Why would the movement speed of units negatively affect the computational speed of pathing algorithms?
In the Civ4 AI, units explore a certain multiple of their speed to find a target.
The faster they move, the larger the area they have to search to find targets they could attack in a round or two.
I can see that their A* might be poorly written or inefficient (hopefully the phrase 'an astonishing new engine built from the ground-up' means this has been fixed!) but I just don't see how increasing a units move to 2 tiles from 1 would affect the time it takes to find a path.
Because they have to search a larger radius of area for valid paths.
Reducing the number of choices at each node on the path on the other hand would clearly have a significant effect since the number of computations for n choices at each node on a path of length x is more closely related to x^n than x*n
What you care about is how many tiles there are in a radius of n away from a location.
Now, as unit velocity goes up, n goes up.
As the branching factor of the game goes up, the base goes up.
On a square map, the number of squares within distance n is (2n+1)^2 = 4n^2 + 4n + 1
On a hex map, the number of squares within distance n is ...
http://en.wikipedia.org/wiki/Hexagonal_number
(2n+1)(2(2n+1)-1)
=(2n+1)(4n+1)
=8n^2+6n+1
That isn't quite right. It should be 1 7 19 37 (+6, +12, +18) or so, as opposed to 1 9 25 49. (+8,+16,+24, etc).
But in any case, it will end up also being an O(n^2) number. Hexagonal ends up being about 3/4 the volume at a given radius, but with unit velocity being faster, the search space blowup from a 50% to 100% boost in speed (for the same number of turn lookahead) is a factor of 2 to 4.
Worst case pathing situations (where you have problems reaching your target) end up having to search a volume whose radius is roughly proportional to n. The fact that one is a hexagonal tiled, and the other is square tiled, won't matter much.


__Task__: Go through the records and copy each line where the string "Executing" occurs.

__Data for this exercise__:
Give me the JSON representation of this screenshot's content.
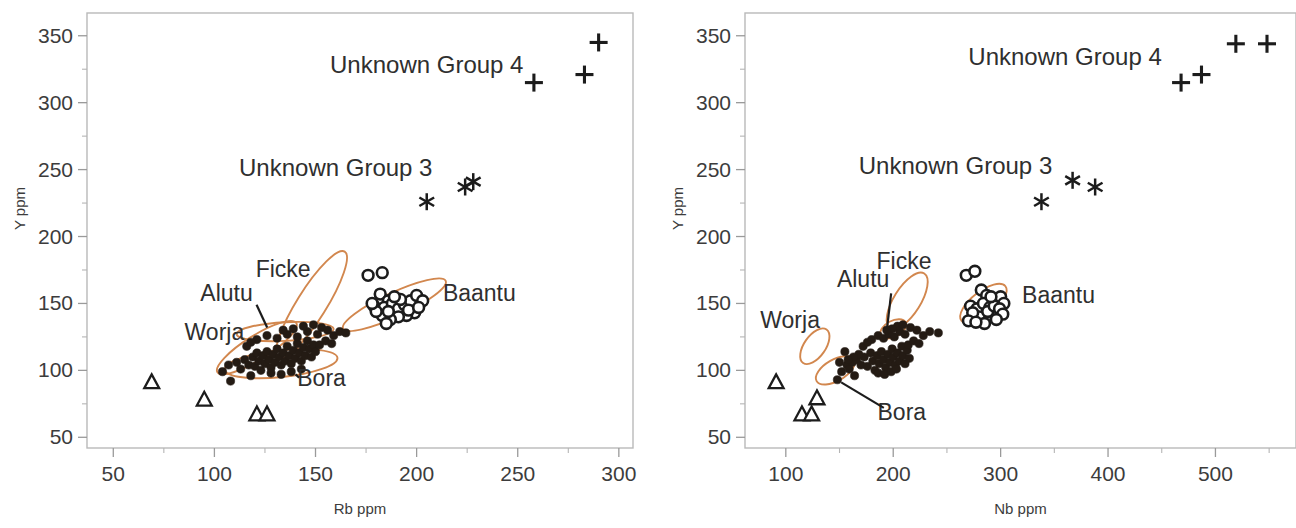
{
  "figure": {
    "panels": [
      {
        "id": "left",
        "xlabel": "Rb ppm",
        "ylabel": "Y ppm",
        "xticks": [
          50,
          100,
          150,
          200,
          250,
          300
        ],
        "yticks": [
          50,
          100,
          150,
          200,
          250,
          300,
          350
        ],
        "xlim": [
          37,
          307
        ],
        "ylim": [
          42,
          367
        ],
        "group_labels": [
          {
            "text": "Unknown Group 4",
            "x": 205,
            "y": 322
          },
          {
            "text": "Unknown Group 3",
            "x": 160,
            "y": 245
          }
        ],
        "cluster_labels": [
          {
            "name": "Ficke",
            "x": 134,
            "y": 170
          },
          {
            "name": "Alutu",
            "x": 106,
            "y": 152
          },
          {
            "name": "Worja",
            "x": 100,
            "y": 123
          },
          {
            "name": "Bora",
            "x": 153,
            "y": 88
          },
          {
            "name": "Baantu",
            "x": 213,
            "y": 152
          }
        ]
      },
      {
        "id": "right",
        "xlabel": "Nb ppm",
        "ylabel": "Y ppm",
        "xticks": [
          100,
          200,
          300,
          400,
          500
        ],
        "yticks": [
          50,
          100,
          150,
          200,
          250,
          300,
          350
        ],
        "xlim": [
          62,
          575
        ],
        "ylim": [
          42,
          367
        ],
        "group_labels": [
          {
            "text": "Unknown Group 4",
            "x": 360,
            "y": 328
          },
          {
            "text": "Unknown Group 3",
            "x": 258,
            "y": 247
          }
        ],
        "cluster_labels": [
          {
            "name": "Ficke",
            "x": 210,
            "y": 176
          },
          {
            "name": "Alutu",
            "x": 172,
            "y": 162
          },
          {
            "name": "Worja",
            "x": 104,
            "y": 132
          },
          {
            "name": "Bora",
            "x": 208,
            "y": 63
          },
          {
            "name": "Baantu",
            "x": 320,
            "y": 150
          }
        ]
      }
    ]
  },
  "colors": {
    "ellipse": "#d2874e",
    "marker_dark": "#241b14",
    "marker_outline": "#1c1c1c",
    "axis": "#b9b9b9",
    "text": "#3a3a3a",
    "background": "#ffffff"
  },
  "chart_data": [
    {
      "type": "scatter",
      "panel": "left",
      "title": "",
      "xlabel": "Rb ppm",
      "ylabel": "Y ppm",
      "xlim": [
        37,
        307
      ],
      "ylim": [
        42,
        367
      ],
      "xticks": [
        50,
        100,
        150,
        200,
        250,
        300
      ],
      "yticks": [
        50,
        100,
        150,
        200,
        250,
        300,
        350
      ],
      "grid": false,
      "legend": "none",
      "series": [
        {
          "name": "Unknown Group 4",
          "marker": "plus",
          "points": [
            [
              258,
              315
            ],
            [
              283,
              321
            ],
            [
              290,
              345
            ]
          ]
        },
        {
          "name": "Unknown Group 3",
          "marker": "star",
          "points": [
            [
              205,
              226
            ],
            [
              224,
              237
            ],
            [
              228,
              241
            ]
          ]
        },
        {
          "name": "Unknown Group 1",
          "marker": "triangle-open",
          "points": [
            [
              69,
              91
            ],
            [
              95,
              78
            ],
            [
              121,
              67
            ],
            [
              126,
              67
            ]
          ]
        },
        {
          "name": "Baantu",
          "marker": "circle-open",
          "points": [
            [
              176,
              171
            ],
            [
              183,
              173
            ],
            [
              182,
              157
            ],
            [
              186,
              152
            ],
            [
              179,
              148
            ],
            [
              184,
              147
            ],
            [
              188,
              150
            ],
            [
              191,
              146
            ],
            [
              194,
              149
            ],
            [
              197,
              152
            ],
            [
              200,
              156
            ],
            [
              203,
              152
            ],
            [
              199,
              143
            ],
            [
              195,
              141
            ],
            [
              191,
              140
            ],
            [
              187,
              138
            ],
            [
              183,
              141
            ],
            [
              180,
              144
            ],
            [
              178,
              150
            ],
            [
              186,
              144
            ],
            [
              192,
              153
            ],
            [
              196,
              145
            ],
            [
              201,
              147
            ],
            [
              189,
              155
            ],
            [
              185,
              135
            ]
          ]
        },
        {
          "name": "Worja / Alutu / Ficke / Bora (filled)",
          "marker": "circle-filled",
          "points": [
            [
              104,
              99
            ],
            [
              107,
              104
            ],
            [
              108,
              92
            ],
            [
              111,
              106
            ],
            [
              113,
              101
            ],
            [
              115,
              108
            ],
            [
              117,
              104
            ],
            [
              118,
              96
            ],
            [
              119,
              110
            ],
            [
              120,
              103
            ],
            [
              121,
              113
            ],
            [
              122,
              107
            ],
            [
              123,
              100
            ],
            [
              124,
              111
            ],
            [
              125,
              105
            ],
            [
              126,
              114
            ],
            [
              127,
              108
            ],
            [
              128,
              102
            ],
            [
              129,
              112
            ],
            [
              130,
              106
            ],
            [
              131,
              116
            ],
            [
              132,
              110
            ],
            [
              133,
              104
            ],
            [
              134,
              113
            ],
            [
              135,
              107
            ],
            [
              136,
              118
            ],
            [
              137,
              111
            ],
            [
              138,
              105
            ],
            [
              139,
              115
            ],
            [
              140,
              109
            ],
            [
              141,
              120
            ],
            [
              142,
              113
            ],
            [
              143,
              107
            ],
            [
              144,
              117
            ],
            [
              145,
              111
            ],
            [
              146,
              122
            ],
            [
              147,
              116
            ],
            [
              148,
              110
            ],
            [
              149,
              119
            ],
            [
              150,
              114
            ],
            [
              128,
              98
            ],
            [
              133,
              97
            ],
            [
              138,
              99
            ],
            [
              143,
              101
            ],
            [
              121,
              123
            ],
            [
              126,
              126
            ],
            [
              131,
              124
            ],
            [
              136,
              127
            ],
            [
              141,
              125
            ],
            [
              146,
              129
            ],
            [
              151,
              127
            ],
            [
              153,
              132
            ],
            [
              156,
              130
            ],
            [
              159,
              126
            ],
            [
              162,
              129
            ],
            [
              165,
              128
            ],
            [
              144,
              133
            ],
            [
              149,
              134
            ],
            [
              139,
              131
            ],
            [
              134,
              130
            ],
            [
              152,
              119
            ],
            [
              155,
              122
            ],
            [
              158,
              120
            ],
            [
              116,
              118
            ],
            [
              118,
              121
            ]
          ]
        }
      ],
      "cluster_ellipses": [
        {
          "name": "Ficke",
          "cx": 148,
          "cy": 149,
          "rx": 31,
          "ry": 11,
          "angle": -58
        },
        {
          "name": "Alutu",
          "cx": 135,
          "cy": 129,
          "rx": 24,
          "ry": 7,
          "angle": -3
        },
        {
          "name": "Worja",
          "cx": 121,
          "cy": 117,
          "rx": 23,
          "ry": 9,
          "angle": -32
        },
        {
          "name": "Bora",
          "cx": 133,
          "cy": 105,
          "rx": 28,
          "ry": 10,
          "angle": -6
        },
        {
          "name": "Baantu",
          "cx": 189,
          "cy": 149,
          "rx": 28,
          "ry": 9,
          "angle": -25
        }
      ]
    },
    {
      "type": "scatter",
      "panel": "right",
      "title": "",
      "xlabel": "Nb ppm",
      "ylabel": "Y ppm",
      "xlim": [
        62,
        575
      ],
      "ylim": [
        42,
        367
      ],
      "xticks": [
        100,
        200,
        300,
        400,
        500
      ],
      "yticks": [
        50,
        100,
        150,
        200,
        250,
        300,
        350
      ],
      "grid": false,
      "legend": "none",
      "series": [
        {
          "name": "Unknown Group 4",
          "marker": "plus",
          "points": [
            [
              468,
              315
            ],
            [
              487,
              321
            ],
            [
              519,
              344
            ],
            [
              548,
              344
            ]
          ]
        },
        {
          "name": "Unknown Group 3",
          "marker": "star",
          "points": [
            [
              338,
              226
            ],
            [
              367,
              242
            ],
            [
              388,
              237
            ]
          ]
        },
        {
          "name": "Unknown Group 1",
          "marker": "triangle-open",
          "points": [
            [
              91,
              91
            ],
            [
              129,
              79
            ],
            [
              115,
              67
            ],
            [
              124,
              67
            ]
          ]
        },
        {
          "name": "Baantu",
          "marker": "circle-open",
          "points": [
            [
              268,
              171
            ],
            [
              276,
              174
            ],
            [
              282,
              160
            ],
            [
              287,
              156
            ],
            [
              272,
              148
            ],
            [
              278,
              146
            ],
            [
              284,
              150
            ],
            [
              290,
              147
            ],
            [
              295,
              152
            ],
            [
              300,
              155
            ],
            [
              303,
              150
            ],
            [
              298,
              143
            ],
            [
              292,
              141
            ],
            [
              286,
              139
            ],
            [
              280,
              140
            ],
            [
              274,
              143
            ],
            [
              270,
              137
            ],
            [
              288,
              144
            ],
            [
              294,
              148
            ],
            [
              299,
              146
            ],
            [
              302,
              142
            ],
            [
              291,
              155
            ],
            [
              285,
              135
            ],
            [
              277,
              136
            ],
            [
              296,
              138
            ]
          ]
        },
        {
          "name": "Worja / Alutu / Ficke / Bora (filled)",
          "marker": "circle-filled",
          "points": [
            [
              152,
              99
            ],
            [
              157,
              104
            ],
            [
              148,
              93
            ],
            [
              162,
              106
            ],
            [
              159,
              101
            ],
            [
              166,
              108
            ],
            [
              170,
              104
            ],
            [
              164,
              96
            ],
            [
              173,
              110
            ],
            [
              176,
              103
            ],
            [
              179,
              113
            ],
            [
              181,
              107
            ],
            [
              183,
              100
            ],
            [
              185,
              111
            ],
            [
              187,
              105
            ],
            [
              189,
              114
            ],
            [
              191,
              108
            ],
            [
              193,
              102
            ],
            [
              195,
              112
            ],
            [
              197,
              106
            ],
            [
              199,
              116
            ],
            [
              200,
              110
            ],
            [
              202,
              104
            ],
            [
              204,
              113
            ],
            [
              206,
              107
            ],
            [
              208,
              118
            ],
            [
              209,
              111
            ],
            [
              211,
              105
            ],
            [
              213,
              115
            ],
            [
              215,
              109
            ],
            [
              186,
              98
            ],
            [
              192,
              97
            ],
            [
              198,
              99
            ],
            [
              203,
              101
            ],
            [
              180,
              123
            ],
            [
              186,
              126
            ],
            [
              191,
              124
            ],
            [
              196,
              127
            ],
            [
              201,
              125
            ],
            [
              206,
              129
            ],
            [
              211,
              127
            ],
            [
              216,
              132
            ],
            [
              222,
              130
            ],
            [
              228,
              126
            ],
            [
              234,
              129
            ],
            [
              242,
              128
            ],
            [
              204,
              133
            ],
            [
              209,
              134
            ],
            [
              199,
              131
            ],
            [
              194,
              130
            ],
            [
              214,
              119
            ],
            [
              219,
              122
            ],
            [
              224,
              120
            ],
            [
              172,
              118
            ],
            [
              176,
              121
            ],
            [
              168,
              112
            ],
            [
              163,
              110
            ],
            [
              158,
              108
            ],
            [
              155,
              114
            ],
            [
              150,
              106
            ]
          ]
        }
      ],
      "cluster_ellipses": [
        {
          "name": "Ficke",
          "cx": 213,
          "cy": 152,
          "rx": 30,
          "ry": 10,
          "angle": -58
        },
        {
          "name": "Alutu",
          "cx": 200,
          "cy": 131,
          "rx": 13,
          "ry": 6,
          "angle": -28
        },
        {
          "name": "Worja",
          "cx": 127,
          "cy": 118,
          "rx": 19,
          "ry": 8,
          "angle": -55
        },
        {
          "name": "Bora",
          "cx": 146,
          "cy": 100,
          "rx": 20,
          "ry": 8,
          "angle": -30
        },
        {
          "name": "Baantu",
          "cx": 284,
          "cy": 150,
          "rx": 26,
          "ry": 9,
          "angle": -38
        }
      ]
    }
  ]
}
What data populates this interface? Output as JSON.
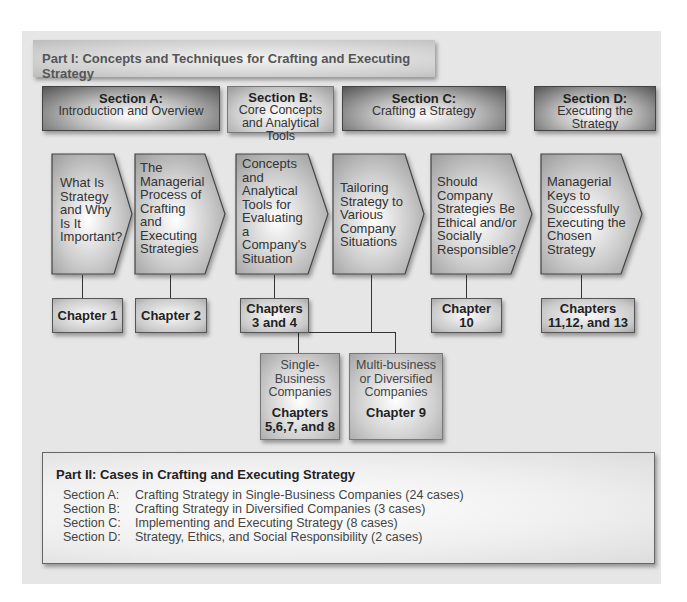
{
  "part1": {
    "title": "Part I: Concepts and Techniques for Crafting and Executing Strategy"
  },
  "sections": [
    {
      "title": "Section A:",
      "subtitle": "Introduction and Overview"
    },
    {
      "title": "Section B:",
      "subtitle": "Core Concepts and Analytical Tools"
    },
    {
      "title": "Section C:",
      "subtitle": "Crafting a Strategy"
    },
    {
      "title": "Section D:",
      "subtitle": "Executing the Strategy"
    }
  ],
  "topics": [
    {
      "lines": [
        "What Is",
        "Strategy",
        "and Why",
        "Is It",
        "Important?"
      ],
      "chapter": [
        "Chapter 1"
      ]
    },
    {
      "lines": [
        "The",
        "Managerial",
        "Process of",
        "Crafting",
        "and",
        "Executing",
        "Strategies"
      ],
      "chapter": [
        "Chapter 2"
      ]
    },
    {
      "lines": [
        "Concepts",
        "and",
        "Analytical",
        "Tools for",
        "Evaluating",
        "a",
        "Company's",
        "Situation"
      ],
      "chapter": [
        "Chapters",
        "3 and 4"
      ]
    },
    {
      "lines": [
        "Tailoring",
        "Strategy to",
        "Various",
        "Company",
        "Situations"
      ],
      "chapter": []
    },
    {
      "lines": [
        "Should",
        "Company",
        "Strategies Be",
        "Ethical and/or",
        "Socially",
        "Responsible?"
      ],
      "chapter": [
        "Chapter",
        "10"
      ]
    },
    {
      "lines": [
        "Managerial",
        "Keys to",
        "Successfully",
        "Executing the",
        "Chosen",
        "Strategy"
      ],
      "chapter": [
        "Chapters",
        "11,12, and 13"
      ]
    }
  ],
  "subtopics": [
    {
      "lines": [
        "Single-",
        "Business",
        "Companies"
      ],
      "chapter": [
        "Chapters",
        "5,6,7, and 8"
      ]
    },
    {
      "lines": [
        "Multi-business",
        "or Diversified",
        "Companies"
      ],
      "chapter": [
        "Chapter 9"
      ]
    }
  ],
  "part2": {
    "title": "Part II: Cases in Crafting and Executing Strategy",
    "rows": [
      {
        "label": "Section A:",
        "text": "Crafting Strategy in Single-Business Companies (24 cases)"
      },
      {
        "label": "Section B:",
        "text": "Crafting Strategy in Diversified Companies (3 cases)"
      },
      {
        "label": "Section C:",
        "text": "Implementing and Executing Strategy (8 cases)"
      },
      {
        "label": "Section D:",
        "text": "Strategy, Ethics, and Social Responsibility (2 cases)"
      }
    ]
  }
}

__Task response__:
    "title": "Part I: Concepts and Techniques for Crafting and Executing Strategy"
      "subtitle": "Executing the Strategy"
        "Executing",
        "Executing the",
    "title": "Part II: Cases in Crafting and Executing Strategy",
        "text": "Implementing and Executing Strategy (8 cases)"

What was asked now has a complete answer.